Cybele was discovered on March 8, 1861, by Ernst Wilhelm Tempel from the Marseilles Observatory.

Naming

A minor controversy arose from its naming process. Tempel had awarded the honour of naming the asteroid to Carl August von Steinheil in recognition of his achievements in telescope production. Von Steinheil elected to name it "Maximiliana" after the reigning monarch Maximilian II of Bavaria. At the time, asteroids were conventionally given classical names, and a number of astronomers protested this contemporary appellation.

The name Cybele was chosen instead. Cybele was the Phrygian goddess of the earth.

Stats

Diameter (mean): 273 km
Semi-major axis: 3.433 AU
Orbital Period: 6.36 years
Rotation period: 4.04 hrs
Date discovered: 1861.3.8
Class: C
Group: Cybele group
Type: Outer Main-belt Asteroid
Satellite: 1 ?

Orbit

Cybele gives its name to the family of asteroids located beyond the core of the asteroid belt.

Cybele asteroids are a group of asteroids in the outer main belt with a semi-major axis between 3.27 AU and 3.7 AU, an eccentricity less than 0.3, and an inclination less than 25°. As of 2010, the group is thought to have been formed by the breakup of larger object in the distant past.

Physical characteristics

Cybele is a C-type asteroid. It is dark in color, carbonaceous in composition and appeared to have an irregular shape.

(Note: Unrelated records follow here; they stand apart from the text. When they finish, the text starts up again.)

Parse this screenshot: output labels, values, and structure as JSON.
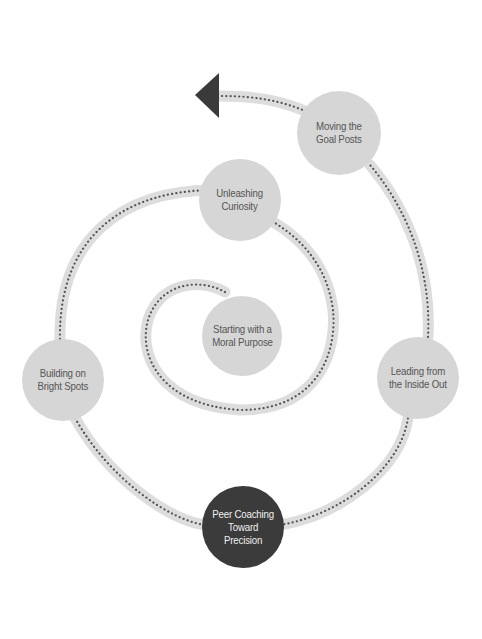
{
  "colors": {
    "band": "#dddddd",
    "dots": "#555555",
    "node_fill": "#d6d6d6",
    "node_text": "#555555",
    "highlight_fill": "#3b3b3b",
    "highlight_text": "#f0f0f0",
    "arrow": "#3a3a3a"
  },
  "nodes": [
    {
      "id": "starting",
      "label": "Starting with a\nMoral Purpose",
      "cx": 242,
      "cy": 336,
      "r": 40,
      "highlight": false
    },
    {
      "id": "unleashing",
      "label": "Unleashing\nCuriosity",
      "cx": 240,
      "cy": 200,
      "r": 41,
      "highlight": false
    },
    {
      "id": "building",
      "label": "Building on\nBright Spots",
      "cx": 63,
      "cy": 380,
      "r": 41,
      "highlight": false
    },
    {
      "id": "peer",
      "label": "Peer Coaching\nToward\nPrecision",
      "cx": 243,
      "cy": 527,
      "r": 41,
      "highlight": true
    },
    {
      "id": "leading",
      "label": "Leading from\nthe Inside Out",
      "cx": 418,
      "cy": 378,
      "r": 41,
      "highlight": false
    },
    {
      "id": "moving",
      "label": "Moving the\nGoal Posts",
      "cx": 339,
      "cy": 133,
      "r": 42,
      "highlight": false
    }
  ],
  "arrow": {
    "direction": "left",
    "tip_x": 195,
    "tip_y": 95
  }
}
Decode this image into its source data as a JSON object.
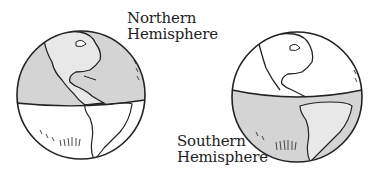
{
  "figure": {
    "labels": {
      "northern": {
        "line1": "Northern",
        "line2": "Hemisphere"
      },
      "southern": {
        "line1": "Southern",
        "line2": "Hemisphere"
      }
    },
    "globes": [
      {
        "name": "globe-northern-shaded",
        "shaded_half": "north",
        "center": [
          81,
          95
        ],
        "radius": 64
      },
      {
        "name": "globe-southern-shaded",
        "shaded_half": "south",
        "center": [
          297,
          97
        ],
        "radius": 65
      }
    ],
    "colors": {
      "shade": "#d4d4d4",
      "land_shade": "#e6e6e6",
      "outline": "#222222",
      "background": "#ffffff"
    }
  }
}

In the 1979 Cybelian stellar occultation, a hint of a possible 11 km wide satellite was detected.

Life?

Researchers have revealed that after 24 Themis, 65 Cybele also contains traces of water and complex, long-chained organic molecules.

Those traits had been associated with comets, which spring from colder, more distant reservoirs in the outer solar system, but not their asteroidal cousins. The finding supports the notion that asteroids could have provided early Earth with water for its oceans as well as some of the prebiotic compounds that allowed life to develop.